Earlier this month, the Government announced a major retrofitting scheme aimed at slashing the price of home energy upgrades.
The €8bn scheme will run until 2030, with homeowners able to get grants of up to €25,000 for a deep retrofit.
Funding will also be provided for homeowners who want to do smaller upgrades or a series of upgrades over time.
However, Sinn Féin TD Imelda Munster told Newstalk Breakfast she's worried some landlords will use the grants to "circumvent rent pressure zone regulations".
She said: "If a landlord is applying for the grant to carry out retrofitting - say, to improve the building’s energy rating - they can ask the tenant to move out.
“By law, he or she has to make an offer to the tenant to come back in. But he or she is not obligated to keep the rent as it was. Once you bring up the rating or carry out improvement to the home, then you’re exempt from the rent pressure zone.
“The problem is renters are exposed.”
Deputy Munster suggested renters are already being “exploited to the hilt… paying through the roof rents”.

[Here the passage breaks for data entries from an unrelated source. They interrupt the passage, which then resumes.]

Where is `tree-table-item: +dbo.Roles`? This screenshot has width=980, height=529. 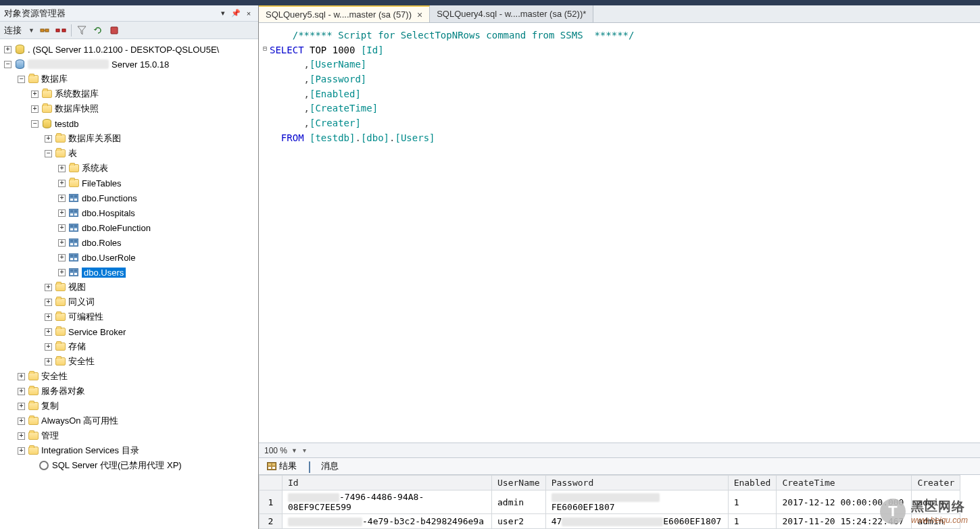 tree-table-item: +dbo.Roles is located at coordinates (129, 243).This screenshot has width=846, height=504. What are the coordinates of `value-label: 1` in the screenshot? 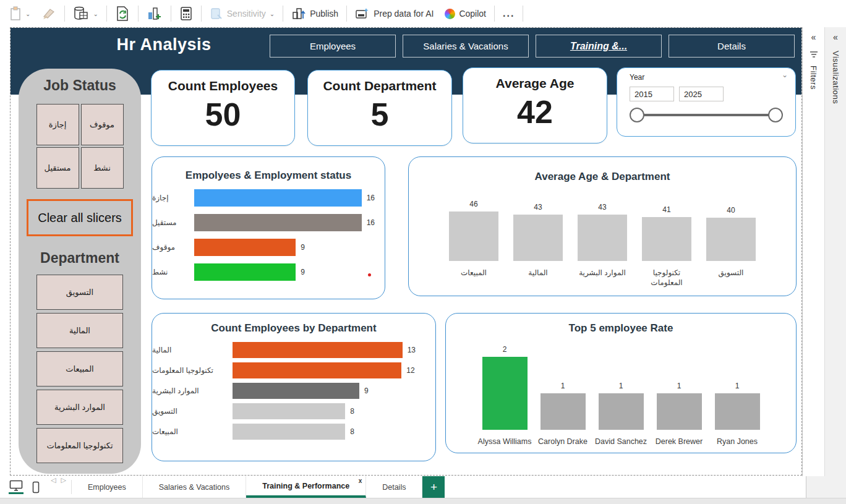 It's located at (621, 386).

She called on the minister to find a way to stop any such dodging of the rules and urged the minister to support her party’s policy of a blanket rent freeze.
Rent pressure zone rules mean landlords are limited in the level of rent increases they can impose in a year.
However, an exemption to the rules means the rent can be increased further when there's a major upgrade to a home's BER energy rating.
Other rental rules do allow landlords to terminate a tenancy in order to carry out 'substantial refurbishment' on a property.
The Irish Times reports that the Residential Tenancies Board (RTB) chairman Tom Dunne told the Dáil's Public Accounts Committee (PAC) that landlords asking tenants to leave to retrofit a house is "one of the issues that might arise" out of the new retrofit scheme.
Housing Minister Darragh O'Brien has previously said he's looking at introducing a measure where the tenant must be offered the property back on the same terms if asked to leave temporarily for refurbishments.